Dr. Katsuo Kurabayashi
Chair and Professor
Mechanical and Aerospace Engineering
NYU Tandon School of Engineering
https://engineering.nyu.edu/faculty/katsuo-kurabayashi
Abstract
Immunosensors are biosensing devices designed to detect and quantify specific target molecules through antibody-antigen interactions. They are biosensors that combine biological elements with a mechanism to recognize proteins, DNA molecules, or enzymes and produce output optical and electrical signals These devices hold great promise as versatile tools extensively utilized in medical diagnostics, environmental monitoring, and food safety testing. However, despite their potential, many immunosensors still demonstrate limited performance when employed in critical care medicine. This is particularly critical as they are required for diagnosing and monitoring life-threatening immune disorders and hyper-inflammatory reactions resulting from severe infections, trauma, surgery, and immunotherapy side effects. This talk discusses our ongoing research efforts to advance immunosensor technology for critical care of septic shock by manipulating biomolecular transport, sorting cells, and automating biochemical assay processes in a microfluidic environment. Our methods involve stochastic molecular sorting by ATP-fuelled motor proteins extracted from cells, electrokinetic antigen molecule convection and affinity enhancement, surface marker-targeted cell sorting, and single-molecule digital counting immunoassay.

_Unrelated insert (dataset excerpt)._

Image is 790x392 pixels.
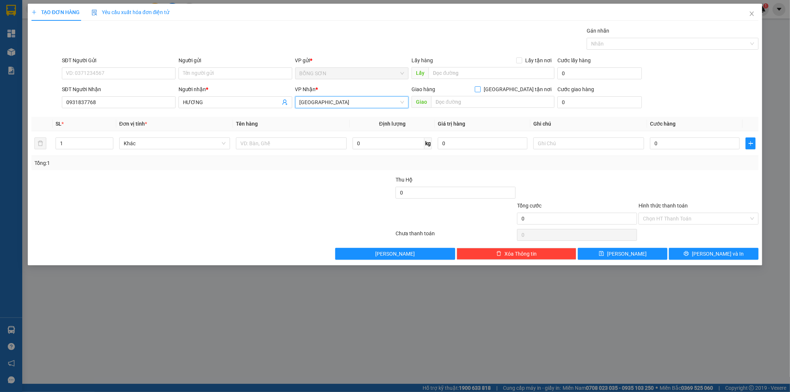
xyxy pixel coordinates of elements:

About Dr. Katsuo Kurabayashi
Katsuo Kurabayashi is a Professor and Chair of Mechanical and Aerospace Engineering at NYU Tandon School of Engineering. Prior to his appointment at NYU starting in June, 2023, he was a Professor of Mechanical Engineering and Electrical Engineering and Computer Science at the University of Michigan, Ann Arbor. He received a B.S. in Precision Engineering from the University of Tokyo, Japan, in 1992, and a M.S. and Ph.D. in Materials Science and Engineering from Stanford University, CA, in 1994 and 1998, respectively. His current research focuses on optofluidics, nanoplasmonic and biomolecular biosensing, and BioMEMS/microsystems for immunoassay, clinical diagnosis, single-cell study, and analytical chemistry. He has authored and co-authored 180 peer-reviewed papers and holds 13 U.S. patents. He received a 2001 NSF Early Faculty Career Development (CAREER) Award, and the Robert Caddell Memorial Award in 2005, the Pi Tau Sigma Outstanding Professor Award in 2007, the University of Michigan Mechanical Engineering Outstanding Achievement Award in 2013, the Ted Kennedy Award in 2015, and the Wise-Najafi Prize for Engineering Excellence in the Miniature World in 2019 from the College of Engineering at the University of Michigan. He is also a Fellow of the Royal Society of Chemistry (RSC) and the American Society of Mechanical Engineering (ASME).